There was confusion, of course. In the in­terval just before my own arrival in the madrid accommodation, a severe aftershock—nearly 6 on the Richter scale—had brought the evacuation of the airport building. I met customs, immigration, and health officials in tents on the edge of the run­way. In the crowd of arriving passengers, one excited man was objecting to formalities. “Let me go through,” he begged. “I must learn whether my children are alive!”

Hundreds were not. Cemeteries were as full as hospital beds. “Each day we find an­other 2,000 corpses,” one official told me. Driving through the severely damaged neighborhoods, I found sidewalks turned into tent towns; blankets and sheeting pro­vided meager shelter. Women cooked over campfires, using splintered lumber from the rubble as their fuel.

On Avenida Elena I talked with homeless people like the Jose Antonio Salazar family —a young bookkeeper, his wife, and three boys, ages 10, 8, and 5. ‘We have the clothes we are wearing,” said the young father, “and those things we dug from the wreckage.” He pointed to a mattress and a few pans. “Yet we have our lives. My family is unhurt!”

But not the family of Senor Rodas. “I awoke in the hospital, where they had splinted my leg,” Luis Rodas told me. “Broken in two places. They had to discharge me at once, though my chest is still painful. Too many in­jured.” He lay beneath a quilt in a small tent sheltering seven families; his wife tended him.

“No, we have no medication,” said Seflora de Rodas. “Not even aspirin. Our neighbors share their food with us. And trucks bring us drinking water during the day. Our family?” Senora de Rodas, a handsome woman, fal­tered. Fine, dark eyes filled. “Our daughter, Rosa—a girl only 14—she was killed. Rosa was sleeping beside me in the room.
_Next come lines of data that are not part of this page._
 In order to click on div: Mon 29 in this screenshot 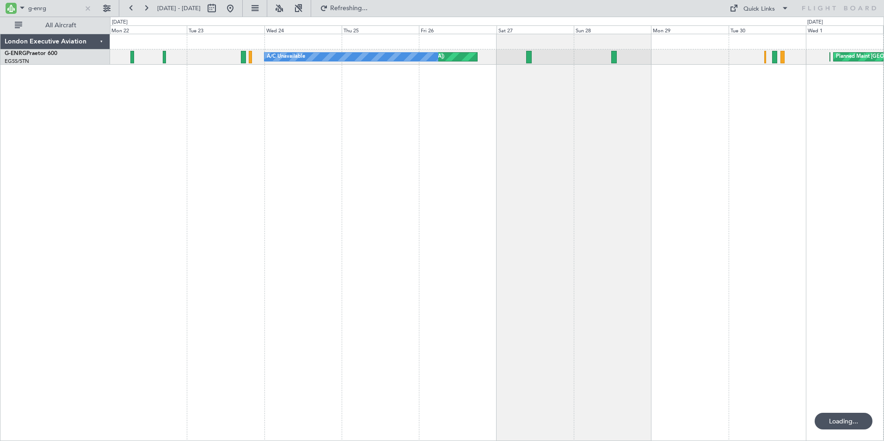, I will do `click(689, 30)`.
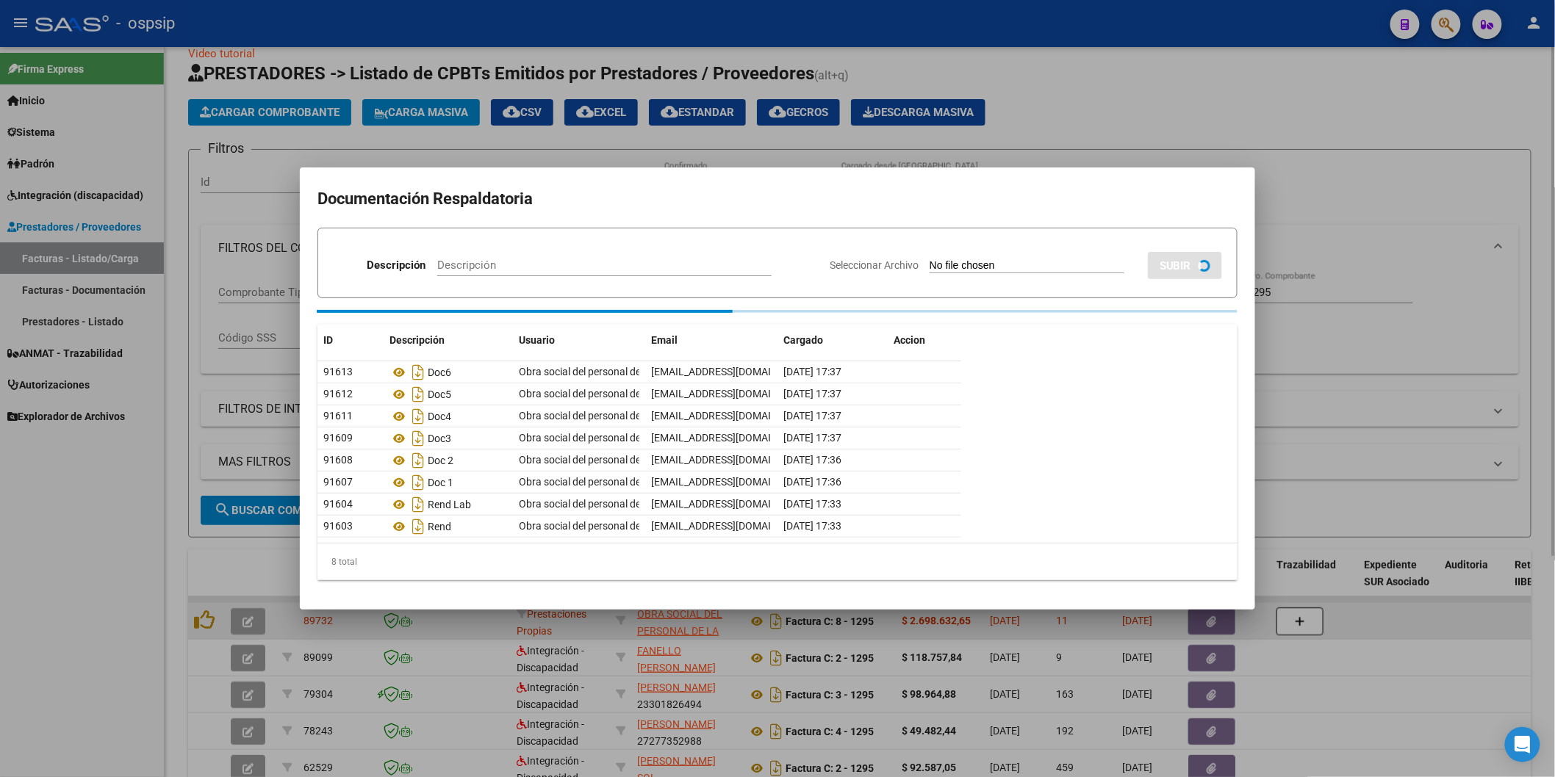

Our only daughter.” The mother wept, and the father turned toward her, wincing as he moved his painful bandaged chest. He managed to grasp her hand.

Rifle-bearing soldiers stood sentry duty among the ruins. “Neighborhoods have also organized committees for patrol,” a Guate­malan Air Force officer told me. “The police and army are spread too thin. Last night where I live, two maleantes were shot. Gun­fire kept me awake.” Maleantes—crooks and outlaws—had begun to loot the rubble, as people seem to do in every catastrophe. I woke often to the sound of rifle fire and the stutter of automatic weapons. And as excava­tors recovered bodies, they reportedly found persons dead from gunfire.